The neighborhood ice cream shop down the street is hiring for the summer. I know this because I was in there the other day, trying to pay for the scoop of Chocolate Brownie in a sugar cone that I'd ordered while handling the same, already dripping on my hand, when the sign posted by the register caught my eye. (This was mostly because someone had done some vigilante copy editing on it, something I generally approve of -- correcting spelling at the very least.) I briefly flirted with the idea of getting a summer job scooping ice cream, because hey, why not -- I've done it before.
My first stint of being gainfully employed -- i.e. my part-time job in high school -- was quite the novelty. I worked in a restaurant / ice cream parlor starting the fall of my junior year and ending about four years later, if you count the sporadic stints when I went home for the summer and college breaks. Looking back on the job, it's probably made more sense to me in terms of work environment and "office drama" than anything else ever has. If you were a girl on the staff, you were probably a hostess or server, and if you were a guy, you started off life as a busser / dishwasher. If you somehow "proved" yourself, you graduated up to the highly touted rank of… wait for it... Fountain Boy.
Working the fountain meant that you were ultimately responsible for several things: you filled all the drink orders, you scooped ice cream, and you manufactured whatever sundae or shake order came from customers or those who chose to sit and order at the counter. (Those of you that were born before 1989 probably had a good grasp on that concept, but I thought I should run it down anyhow.) If it was slow or daytime, the Fountain was a one man job. On the weekend nights during the summer, the number would be four to five before it got too crowded.
I had been working about three months before I got the proverbial "call up" to the fountain and started getting scheduled there. I worked hard at it, took care of business, and annoyed the living crap out of the more senior guys. Times were good! After a few months, there were some departures because of graduations and whatnot, and that's when the fun really began. I got to start making stuff. Ingredient-type stuff like chocolate syrup, hot fudge, brownies for sundaes... pretty much everything that couldn't be ordered pre-made had to be regularly cooked up every few days.

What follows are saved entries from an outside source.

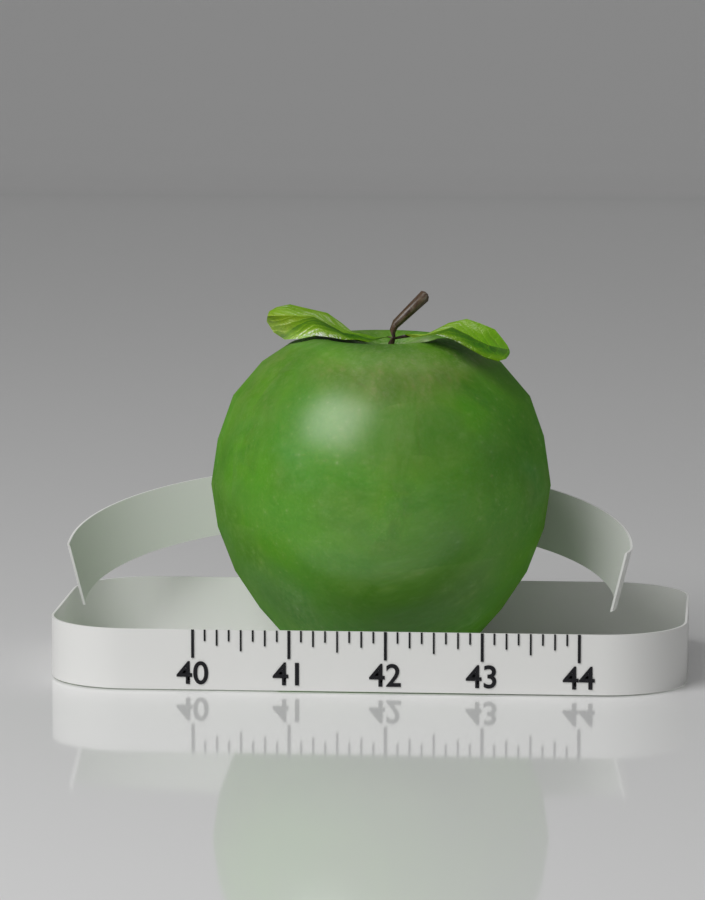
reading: 43.625 (no unit)
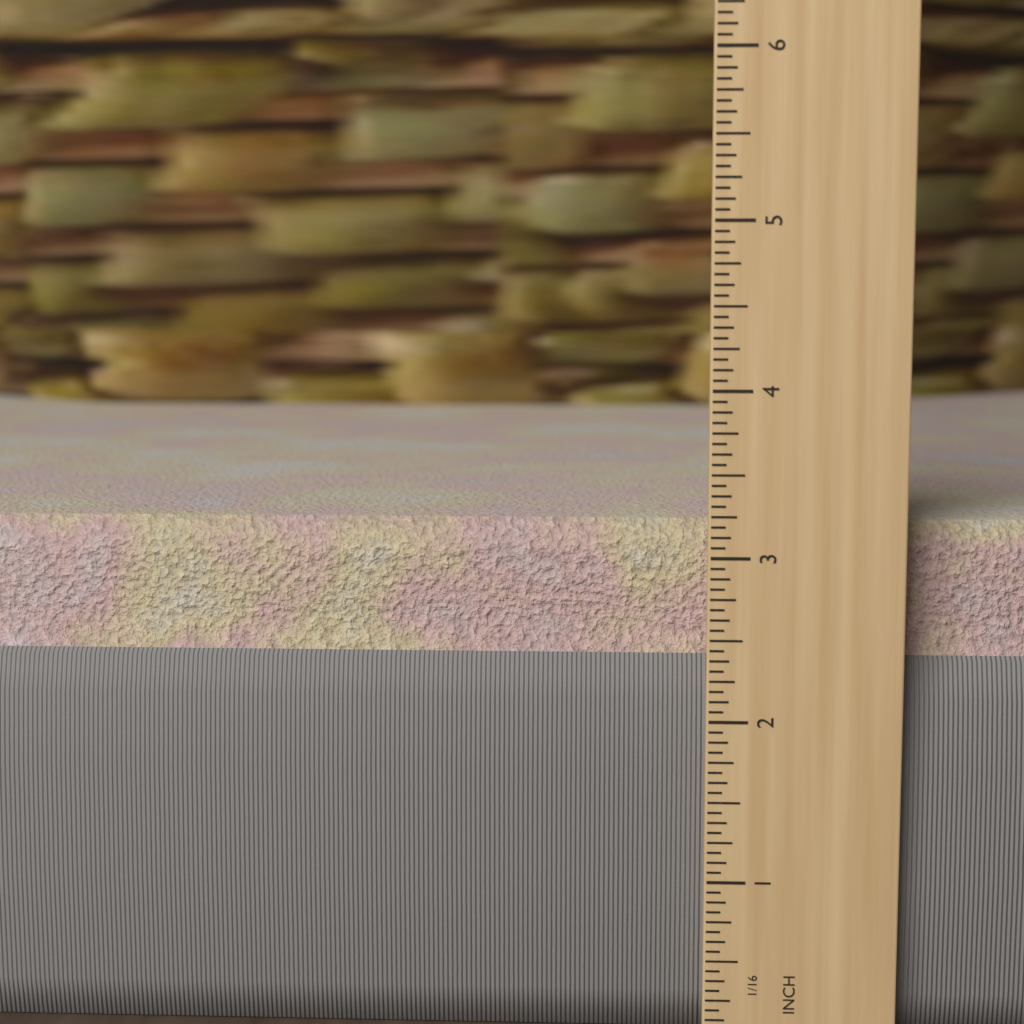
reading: 3.1875 in
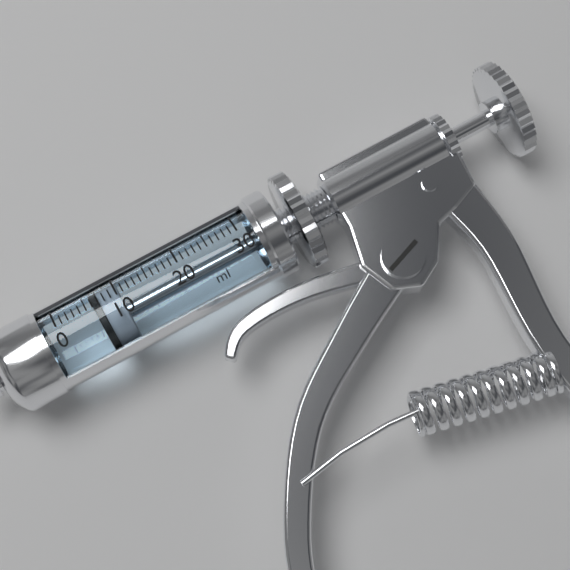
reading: 6 ml
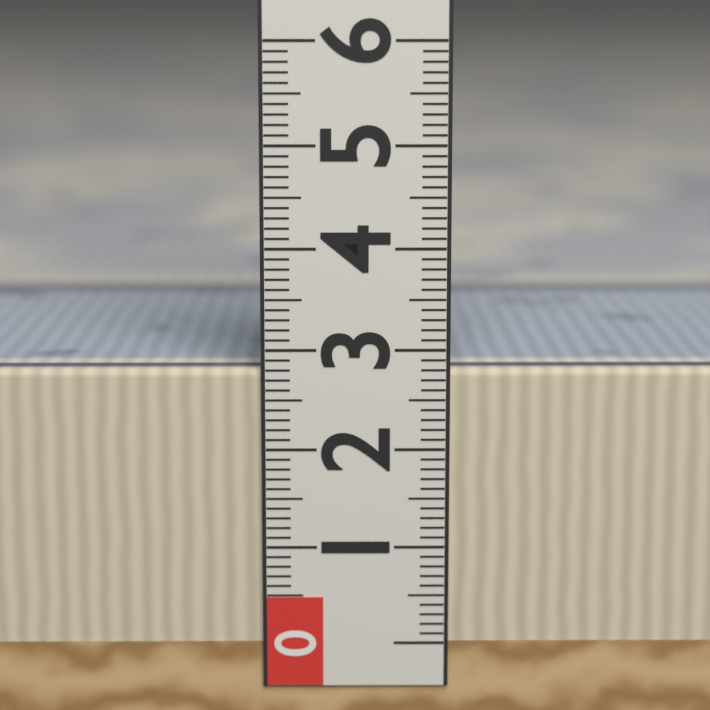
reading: 2.8 (no unit)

I realize at this point that I pretty much have to admit to being a total dork.
There are a lot of great anecdotes involved with these responsibilities -- like the time I actually managed to set a pan of brownie batter on fire (still a mystery). There was a bit of an incident when I once had a gallon container of caramel tip onto me while mixing it. And, oh yeah -- hot fudge explodes if you don't stir it while cooking. It forms a hefty layer of skin that wells upward inside of its five-gallon pot until it reaches the top and -- if you're lucky -- boils over, or less fortunately... pop! That happened occasionally to everyone, although I think I'm the only one that did it to such great effect that the line cook made me take the stove apart and clean it at the end of the night.
After about a year and a half into my tenure, everything kind of peaked for me. I was getting to be one of the more senior fountain boys, my schedule was generally free, and eventually I was tapped to learn how to make the ice cream. We did it all in house, approximately 38 flavors, but this new duty had its ups and downs; on one hand, I had to spend a lot of time skulking around a deep-freeze that stayed 30-below. It made for long Saturdays during the school year, when I had to come in during the day to make ice cream and then stay on at night to serve it. But on the other hand, once the process got rolling and I was doing the large runs of vanilla (about half the total stock) required, I went out back with the cook and teed off stolen range balls into the empty field beyond the parking lot.
Yea, verily, I was now king of the dorks.
Pranking and other assorted malicious behavior was something of an accepted reality. I was on the receiving end of it more than I would have liked, but I now know that goes hand-in-hand for not only being the king of the dorks, but acting like it as well. So occasionally, car keys got frozen inside blocks of water (easy when there's a deep freeze on hand), sometimes cans of whip would be rigged to not stop spraying once the nozzle was pressed and there was a really charming moment when someone found and left a loaded diaper on the hood of my car. Not to say that there wasn't retaliation on my part -- in the dead of winter I managed to cover the car of the owner's son in an inch of ice during the course of a night in reply to the diaper thing). Sometimes I'd go a little more obvious, as in the case where I covered my hand in a lay of hot fudge and smacked it on Dave's ass at the beginning of a shift (there's even a
picture of this). Or you could always help trap someone inside the deep freeze for a few minutes. Quality stuff.
In hindsight, the restaurant / ice cream parlor was the sort of place that was tolerant of, or perhaps even embraced, dysfunctionality to a certain degree. All of my "adult" jobs have always sought to repress that type of thing, to deny that sort of culture. And the companies might have been worse off for it. When you try to replace what's so natural to so many people with, well... "acceptable behavior," then it just generates more points of personal friction.
Too bad that scooping ice cream just won't pay the bills.